A senior lecturer in the centre for psychiatry at Queen Mary University of London, Freestone was brought into the development of the BBC America series in December 2016. At this point, writer Phoebe Waller-Bridge and Luke Jennings, the creator of the novels which inspired Killing Eve, were still thrashing out the first series in a room where Post-It notes read things such as “stabs him in the eye”.

“They said, ‘We want to write a psychopath but we didn’t really know what that means,” Freestone recalls. He mined his experience working in Dangerous and Severe Personality Disorder units in prisons from Durham to East London to channel into making Villanelle “true to form and funny”.

A case in point: the Season One scene where Villanelle dons a fake beard and workwear to surprise Konstantin, the closest thing she has to a boss, also happened to Freestone. “I had a patient in his early 20s who would always wear tracksuits and immaculate trainers,” he explains. “After working with him for about three months, he turned up wearing a shirt, a gilet and corduroy trousers. He’d ordered them through the occupational therapy service. Everyone was like, ‘Why are you dressed like Dr Mark?’.”

Freestone says that psychopaths “don’t know what to do to signal their connection to someone”. Hence the outfit change: “It leads to incongruous behaviour – sometimes psychopaths will wrestle someone to show they have some affection or attachment to them.”

What further complicated the construction of Killing Eve’s anti-hero was the lack of information surrounding female psychopaths. “The problem is, we don’t know a lot about it because we’ve used a male model of psychopathy,” explains Luna Centifanti, a senior lecturer in clinical psychology at the University of Liverpool.

Psychopathy emerged in the 1950s after psychiatric tests were made among members of the male prison population. While the Psychopathy Checklist devised by Robert D Hare is theoretically equally applicable to men and women, more recent studies have found that traits of psychopathy differ between the genders.

Callousness and unemotional traits, such as the inability to recognise or understand fear or upset in others, are far more typical of a male psychopath than a female one. Similarly, psychopathic women are more likely to be manipulative and have a grandiose sense of self. Furthermore, in order to fulfil the clinical diagnosis of a psychopath, the patient needs to have a criminal record, which can also affect the gender differences.

For Centifanti, Villanelle exhibits plenty of psychopathic traits – but ones that are typically male. “The writer hit the mark, but only if she was a man,” Centifanti says. “Women with psychopathy tend to be quite manipulative, and Villanelle seems to use manipulation to have fun, rather than to get what she wants.”
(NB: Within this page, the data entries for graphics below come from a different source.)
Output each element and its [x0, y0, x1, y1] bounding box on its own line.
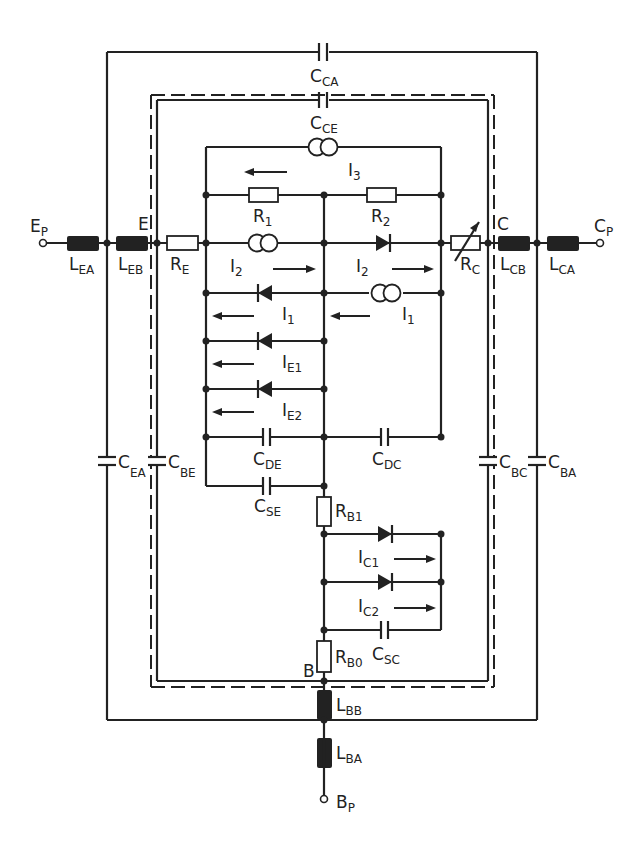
base-package-terminal — [321, 796, 328, 803]
label-l-eb: LEB — [118, 254, 143, 277]
label-c-sc: CSC — [372, 644, 400, 667]
label-base-internal: B — [303, 661, 315, 681]
label-emitter-package: EP — [30, 216, 48, 239]
capacitor-c-be — [148, 456, 166, 466]
resistor-r-e — [167, 236, 198, 250]
label-collector-package: CP — [594, 216, 613, 239]
label-l-bb: LBB — [336, 695, 362, 718]
inductor-l-cb — [498, 236, 530, 251]
label-c-se: CSE — [254, 496, 281, 519]
emitter-package-terminal — [40, 240, 47, 247]
current-source-i2 — [249, 235, 278, 252]
label-i-e2: IE2 — [282, 400, 302, 423]
label-i-1-left: I1 — [282, 304, 295, 327]
label-i-2-right: I2 — [356, 256, 369, 279]
label-l-ba: LBA — [336, 743, 363, 766]
label-i-2-left: I2 — [230, 256, 243, 279]
label-c-ca: CCA — [310, 66, 339, 89]
label-r-b0: RB0 — [335, 647, 363, 670]
capacitor-c-ea — [98, 456, 116, 466]
label-c-bc: CBC — [499, 452, 527, 480]
inductor-l-bb — [317, 690, 332, 720]
diode-main — [376, 234, 390, 252]
resistor-r-b0 — [317, 641, 331, 672]
label-i-1-right: I1 — [402, 304, 415, 327]
capacitor-c-ca — [319, 43, 327, 61]
capacitor-c-ba — [528, 456, 546, 466]
capacitor-c-de — [263, 428, 270, 446]
collector-package-terminal — [597, 240, 604, 247]
label-c-ce: CCE — [310, 113, 338, 136]
diode-ie1 — [258, 332, 272, 350]
label-c-dc: CDC — [372, 449, 402, 472]
label-r-b1: RB1 — [335, 501, 363, 524]
label-i-3: I3 — [348, 160, 361, 183]
label-c-de: CDE — [253, 449, 282, 472]
label-l-ca: LCA — [549, 254, 576, 277]
inductor-l-ea — [67, 236, 99, 251]
inductor-l-ca — [547, 236, 579, 251]
current-source-i3 — [309, 139, 338, 156]
diode-ic1 — [378, 525, 392, 543]
label-c-ea: CEA — [118, 452, 146, 480]
label-r-2: R2 — [371, 206, 390, 229]
label-l-cb: LCB — [500, 254, 526, 277]
capacitor-c-bc — [479, 456, 497, 466]
diode-ic2 — [378, 573, 392, 591]
label-c-be: CBE — [168, 452, 196, 480]
label-c-ba: CBA — [548, 452, 577, 480]
capacitor-c-se — [263, 477, 270, 495]
resistor-r-b1 — [317, 497, 331, 526]
capacitor-c-sc — [381, 621, 388, 639]
label-l-ea: LEA — [69, 254, 95, 277]
label-i-c2: IC2 — [358, 596, 379, 619]
capacitor-c-dc — [381, 428, 388, 446]
label-i-c1: IC1 — [358, 547, 379, 570]
label-emitter-internal: E — [138, 214, 149, 234]
resistor-r-1 — [249, 188, 278, 202]
diode-i1 — [258, 284, 272, 302]
current-source-i1 — [369, 283, 403, 303]
inductor-l-eb — [116, 236, 148, 251]
label-base-package: BP — [336, 792, 355, 815]
label-r-1: R1 — [253, 206, 272, 229]
diode-ie2 — [258, 380, 272, 398]
label-collector-internal: C — [497, 214, 509, 234]
label-r-e: RE — [170, 254, 189, 277]
label-r-c: RC — [460, 254, 480, 277]
label-i-e1: IE1 — [282, 352, 302, 375]
resistor-r-2 — [367, 188, 396, 202]
circuit-diagram: EP CP BP E C B CCA CCE CEA CBE CBC CBA C… — [0, 0, 643, 845]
Centifanti adds that Villanelle’s hedonistic taste for casual sex is typical of female psychopaths: “Not very loyal and looking for a good time.” Similarly, her overconfidence – interpreted as arrogance by others in the show – could be seen as the grandiosity stereotypical of female psychopaths. “She knows that being female gets her certain privileges and having beauty disarms people.”

But, crucially, would Centifanti diagnose Villanelle with psychopathy? “To be honest, she seems more like The Terminator,” Centifanti laughs. “She just doesn’t seem realistic as a human! And I’m not sure I could classify a robot.”